Not into power. Into shape. The runes on the walls, which had been receding to their original glow, brightened a second time.

The brightening was not absorption. The brightening was attention.

A faint, slow rotation began in the air above the pedestal. The rotation was the same rotation the Apocalypse core had worn since it had appeared above the testing platform yesterday morning.

It was, Ayla understood with a small, calm clarity, the rotation of something that had been waiting to be seen.

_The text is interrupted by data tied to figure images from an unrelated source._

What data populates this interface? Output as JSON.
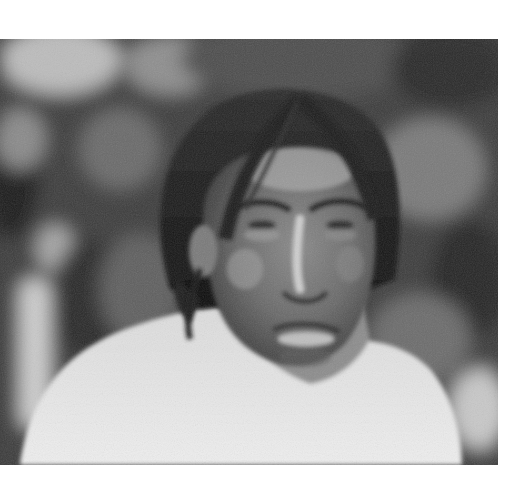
{
  "page": {
    "background": "#ffffff"
  },
  "photo": {
    "alt": "Black-and-white portrait photograph of a man with long dark hair parted in the middle, bare shoulders, against a blurred foliage background",
    "style": "monochrome",
    "colors": {
      "background_dark": "#1e1e1e",
      "background_mid": "#5a5a5a",
      "background_light": "#b8b8b8",
      "hair": "#141414",
      "skin_shadow": "#3c3c3c",
      "skin_mid": "#6e6e6e",
      "skin_highlight": "#bdbdbd",
      "shoulders": "#e4e4e4"
    }
  }
}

The shape thickened. It pulled silver from the runes. It pulled violet from the column. It pulled gold from the air around her, the gold of her own irises, the gold of the goddess that had been folded into her on the night of her birth.

It became.

In the tiered seats, the older men and women in the civilian colors of the high houses leaned forward in their chairs.

The officers in dress uniforms set their hands on the railings. The heirs beside them stopped breathing in the same beat.

In the front row of the second tier, Austin Marsh, who had spent the implantation arranging his posture for maximum visibility, registered the shape of the thing forming above the platform and forgot for the first time in five years to maintain his profile.

His mouth opened.

In the safety zone at the edge of the platform, Roric Vale, Diamond rank, General of the Eastern Front, veteran of forty campaigns, raised his head and looked at the vessel his granddaughter had summoned, and the hand he had let fall to his side returned without his permission to the grip of his sidearm.

Beside him, Maren took one step backward. Kenji, at his anchor point, lifted his eyes and did not lower them. In every tier of the chamber, from the front row to the back, the witnesses rose from their seats.